Thousands gathered at an open-air commemoration of the 16 August killings, the most deadly use of police force since the African National Congress came to power in 1994, ending white minority rule. Conspicuously absent were officials from the government, the ANC or the National Union of Mineworkers (NUM).
Rivalry between two unions – the ANC-allied NUM and the Association of Mineworkers and Construction Union (AMCU) – was at the heart of last year’s unrest at Lonmin’s platinum mine. Membership of the NUM, which used to be the majority union, has reportedly dropped to 20 per cent among Lonmin’s workforce.
The ruling party’s provincial chapter refused to attend the commemoration, insisting in a statement that it was a politically motivated event.

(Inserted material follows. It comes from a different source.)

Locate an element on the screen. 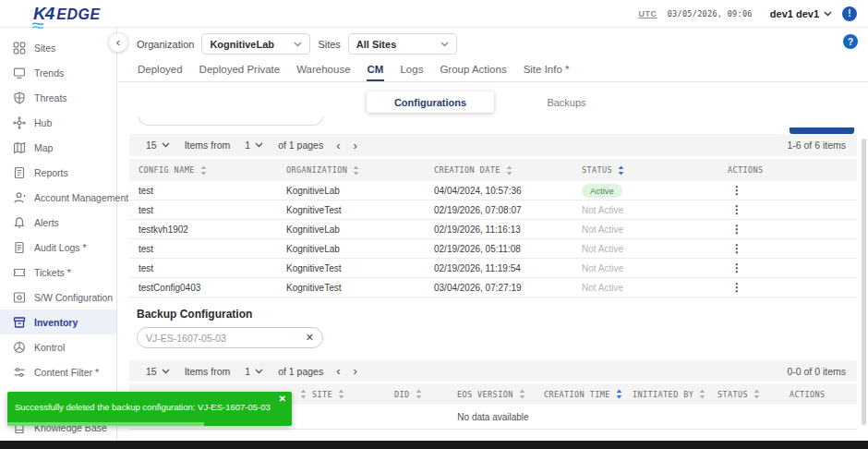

The decision was heavily criticised, and the ANC’s national office later expressed its regret.
The AMCU, which called last year’s unofficial strikes, is again pushing for substantial wage increases. In its statement on the anniversary, the ANC said the government “cannot allow a situation where criminal elements undermine the rule of law under the guise of labour unrest in Marikana.”
“The South African Police Service must restore order and peace in the region, upholding the memory of the compatriots who lost their lives in Marikana,” the ruling party said.

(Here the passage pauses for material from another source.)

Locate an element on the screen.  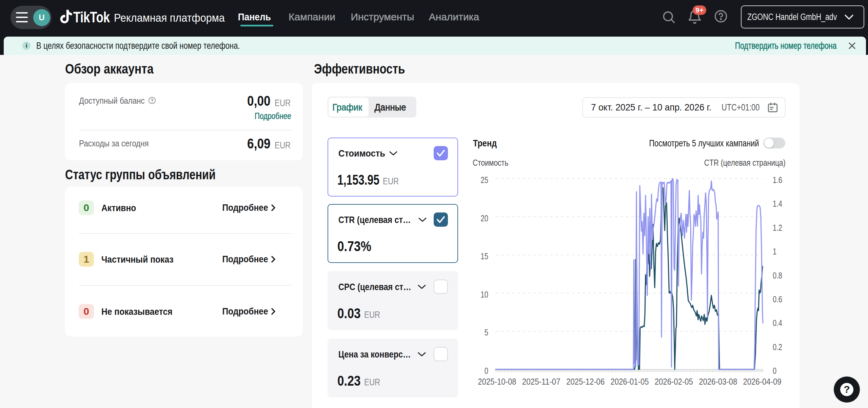
svg-text: 2025-12-06 is located at coordinates (585, 382).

Standing at the bottom of the Wonderkop slope where he scrambled for his life, one miner, Peter Shedie, said last year’s events, when he and his striking colleagues gathered for an update on negotiations, defied imagination.
“We had been told the manager of the mine would meet us to discuss wages,” he said. “If they only had come to talk to us, this wouldn’t have happened.” Instead of Lonmin negotiators, hundreds of police stormed the hill with automatic rifles, leaving 34 dead and at least 78 injured.
“‘Marikana’ has become a byword for resistance,” says sociologist Peter Alexander, who has also written a book about the killings. “Angry farmworkers speak of ‘doing a Marikana’ when they protest, the poor are calling new informal settlements ‘Marikana’, frustrated teachers speak of ‘Marikana’ strikes,” he told The Independent.
“People are still very angry, and the government has isolated themselves,” he said on the sidelines of the commemoration. “It would have been a perfect occasion for the leaders of the two unions to get together and shake hands and show a joint desire for peace.”
“People have begun to overcome the grieving of last year,” Mr Alexander said, adding that the crowd was dry-eyed, but cynical. “Government has never been this out of touch with its electorate,” he said.
The commemoration ceremony was attended by several opposition politicians, including former ANC Youth League leader Julius Malema, who recently founded a new political party ahead of elections next year.
Mr Malema addressed the crowd, denouncing the government, and its response to the Marikana tragedy. He has called for the nationalisation of the country’s mines. Labour unrest continues in the mining sector, with striking workers continuing to demand substantial wage increases.